Hopefully something comes along and helps out in this regard.
But out of curiosity, what would that solution look like? Like it or not, SMS doesn't really use the cellular data services your data package pays for. It works through a different aspect of GSM (which has been covered
ad nauseum already), and it's tied as a system to phone numbers. If you're a large company like AOL running a chat service, you can afford to set up banks of temp numbers that allow people to send and receive SMS from an IM gateway. But when someone SMS's your phone, they're sending their message to
your phone number -- it goes straight to AT&T and then gets pushed out to your phone.
How would an app go about intercepting this process in a way that wouldn't involve you being charged?
So then alternatively, the best you would
ever get is that someone would create an app and backend that would assign you
another, different phone number purely to use for the purpose of receiving (and sending) SMS. But then someone has to pay for maintaining that infrastructure, because a phone number isn't something you can just obatin for free. The VOIP services like Skype don't even give you a dedicated incoming phone number for free. Services like eFax do, although they're ad supported at the free level.
So, the solution... the best solution that's technically feasible... that you might get someday is that you'd have a second phone number for SMS that would be free, most likely ad supported. And your friends would all have to put this second phone number in their phones and text you at the alternate number (since such a system would have no way of preventing you from being charged for texts at your actual phone number).... That's the best that's even feasible. And that's why there are tons of apps to send SMS for free over the net and none to receive it....
Is all of that really worth $5 a month?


REQUIRED WORK
Read through the lines below and copy the ones holding the string "figure".

MATERIALS PROVIDED
- - -

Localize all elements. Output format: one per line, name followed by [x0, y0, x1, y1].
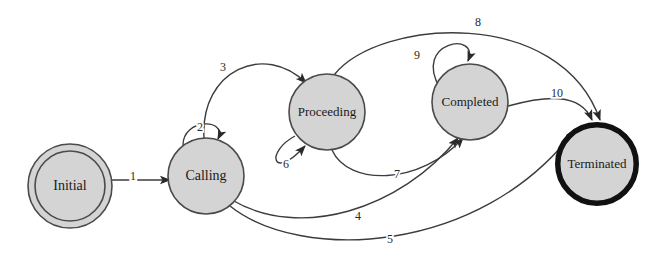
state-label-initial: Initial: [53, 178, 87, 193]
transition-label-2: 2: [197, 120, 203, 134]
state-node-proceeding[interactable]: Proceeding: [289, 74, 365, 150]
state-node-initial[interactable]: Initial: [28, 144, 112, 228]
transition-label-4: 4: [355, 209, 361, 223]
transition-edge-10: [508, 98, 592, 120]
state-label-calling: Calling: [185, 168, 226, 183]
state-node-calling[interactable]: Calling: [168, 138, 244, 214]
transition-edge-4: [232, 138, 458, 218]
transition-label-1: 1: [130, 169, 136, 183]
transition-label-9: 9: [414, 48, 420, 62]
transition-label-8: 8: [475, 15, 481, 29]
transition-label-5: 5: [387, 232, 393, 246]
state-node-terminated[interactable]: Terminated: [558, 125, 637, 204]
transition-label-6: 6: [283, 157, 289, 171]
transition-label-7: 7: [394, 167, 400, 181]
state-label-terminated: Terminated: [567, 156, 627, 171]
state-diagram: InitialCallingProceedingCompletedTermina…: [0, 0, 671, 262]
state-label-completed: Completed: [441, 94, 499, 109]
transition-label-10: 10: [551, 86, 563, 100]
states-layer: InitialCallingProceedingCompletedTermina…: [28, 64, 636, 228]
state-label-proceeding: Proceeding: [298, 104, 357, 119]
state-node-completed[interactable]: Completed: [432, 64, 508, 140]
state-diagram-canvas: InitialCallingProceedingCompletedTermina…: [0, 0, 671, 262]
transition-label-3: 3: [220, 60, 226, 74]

- - -

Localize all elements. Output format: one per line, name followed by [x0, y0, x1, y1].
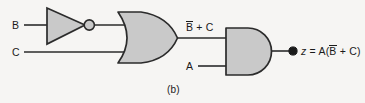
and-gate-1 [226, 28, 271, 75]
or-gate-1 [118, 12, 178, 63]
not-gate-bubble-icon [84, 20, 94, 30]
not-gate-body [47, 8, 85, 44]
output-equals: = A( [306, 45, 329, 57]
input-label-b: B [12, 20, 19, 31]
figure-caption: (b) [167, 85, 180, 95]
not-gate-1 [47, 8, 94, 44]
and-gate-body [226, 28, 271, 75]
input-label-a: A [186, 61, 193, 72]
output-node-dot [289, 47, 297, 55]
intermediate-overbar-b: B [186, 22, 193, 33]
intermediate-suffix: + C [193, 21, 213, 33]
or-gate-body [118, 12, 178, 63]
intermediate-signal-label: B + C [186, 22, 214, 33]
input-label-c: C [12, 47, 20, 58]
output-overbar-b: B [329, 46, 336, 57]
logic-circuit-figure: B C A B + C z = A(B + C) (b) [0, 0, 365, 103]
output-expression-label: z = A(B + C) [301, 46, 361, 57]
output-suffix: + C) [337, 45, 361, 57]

- - -

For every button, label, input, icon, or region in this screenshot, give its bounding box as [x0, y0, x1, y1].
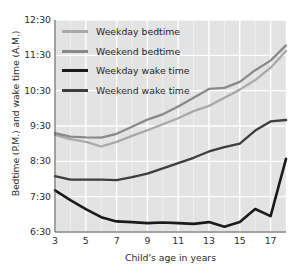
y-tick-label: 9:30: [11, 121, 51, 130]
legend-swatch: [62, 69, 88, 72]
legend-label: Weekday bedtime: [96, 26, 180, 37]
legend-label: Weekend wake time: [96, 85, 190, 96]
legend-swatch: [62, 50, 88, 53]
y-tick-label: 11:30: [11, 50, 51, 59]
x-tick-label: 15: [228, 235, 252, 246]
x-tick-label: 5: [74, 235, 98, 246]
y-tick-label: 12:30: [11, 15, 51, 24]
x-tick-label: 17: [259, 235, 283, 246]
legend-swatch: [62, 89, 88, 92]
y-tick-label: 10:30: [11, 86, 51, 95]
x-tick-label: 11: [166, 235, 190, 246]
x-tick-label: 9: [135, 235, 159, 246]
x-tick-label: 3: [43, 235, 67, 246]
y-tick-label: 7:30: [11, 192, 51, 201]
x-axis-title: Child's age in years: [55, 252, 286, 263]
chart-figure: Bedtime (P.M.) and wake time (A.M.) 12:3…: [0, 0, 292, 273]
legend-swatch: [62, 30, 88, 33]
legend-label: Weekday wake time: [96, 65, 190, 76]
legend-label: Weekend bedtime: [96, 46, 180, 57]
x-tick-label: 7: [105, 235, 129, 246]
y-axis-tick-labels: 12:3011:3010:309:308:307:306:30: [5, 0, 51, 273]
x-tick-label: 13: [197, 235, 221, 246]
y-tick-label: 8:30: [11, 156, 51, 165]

- - -

RESPONSE AREA
figure-caption: (b) [167, 85, 180, 95]
logic-circuit-figure: B C A B + C z = A(B + C) (b) [0, 0, 365, 103]
chart-figure: Bedtime (P.M.) and wake time (A.M.) 12:3…: [0, 0, 292, 273]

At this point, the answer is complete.